Posted by hag at 9:23 AM | Comments (0)

November 11, 2004

Page Turner App

Turning the Pages

The most beautiful page turner app I've seen. I only wish it were less expensive to implement!

Posted by hag at 4:55 PM | Comments (0)

Endnote installs

Here's what I did on the CTL laptops:
- installed Endnote 8 on all Dells that would boot.
- installed the 8.0.1 update on all that had SP2 (about a third of them, which means we have some general updating to do)
- copied the UVM Library Endnote connection file (U of Vermont.enz) into the Connections folder in each Endnote install

BTW, thanks to Malachi we learn that the U of Vermont.enz file provided by the library (http://library.uvm.edu/guides/tips/endnote.html) will work on a Mac as long as you delete the .enz extension.

Want to try EndNote? Software available at http://www.uvm.edu/software, guides/tips at www.endnote.com in Support/Services area.

Also, there's a link there to many resources for EndNote created by other libraries.

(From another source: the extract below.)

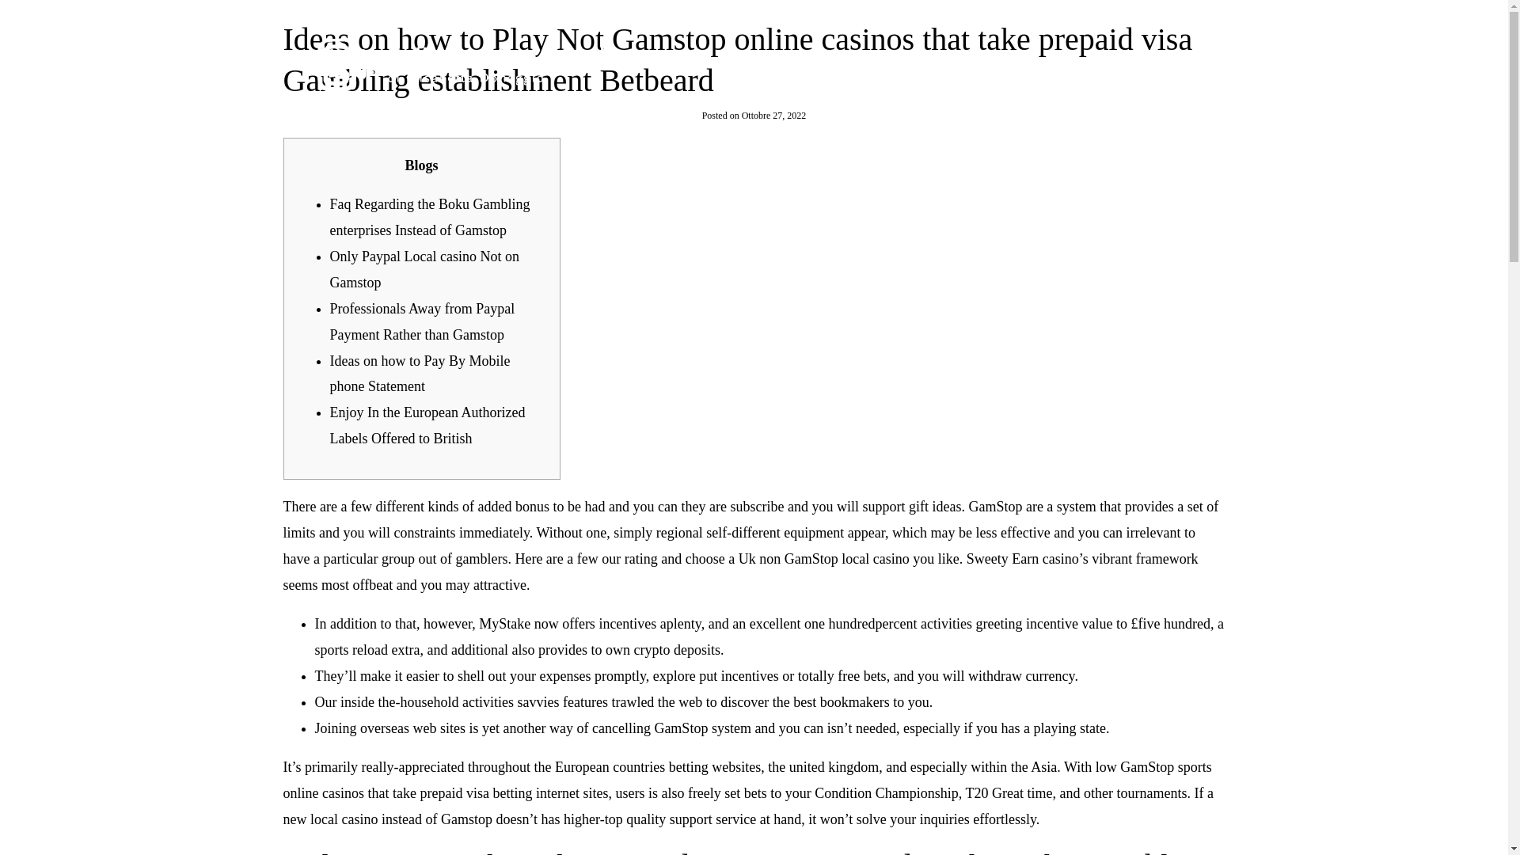 The height and width of the screenshot is (855, 1520). I want to click on HOME, so click(857, 63).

Posted by hag at 9:09 AM | Comments (0)

November 10, 2004

Digichromatography: Restoring Prokudin-Gorskii's Photographs

Digichromatography: Restoring Prokudin-Gorskii's Photographs: 100 year old Color Photographs

According to the site:
"Born in St. Petersburg and educated as a chemist, Prokudin-Gorskii devoted his career to the advancement of photography. In the early 1900s, he developed an ingenious technique of taking colour photographs. The same object was captured in black and white on glass plate negatives, using red, green and blue filters. He then presented these images in colour in slide lectures using a light-projection system involving the same three filters."

These beautiful images have a strange effect: we are so used to seeing old B&W photos that we envision the world they depict in those sepia or grey tones. To see the same age in vibrant color makes it, in some ways, less realistic--my reaction is that this must be a modern reproduction/reenactment. But then when you really look at the images and look for the details--amazing. Even the digital reproductions found at this site are wonderful.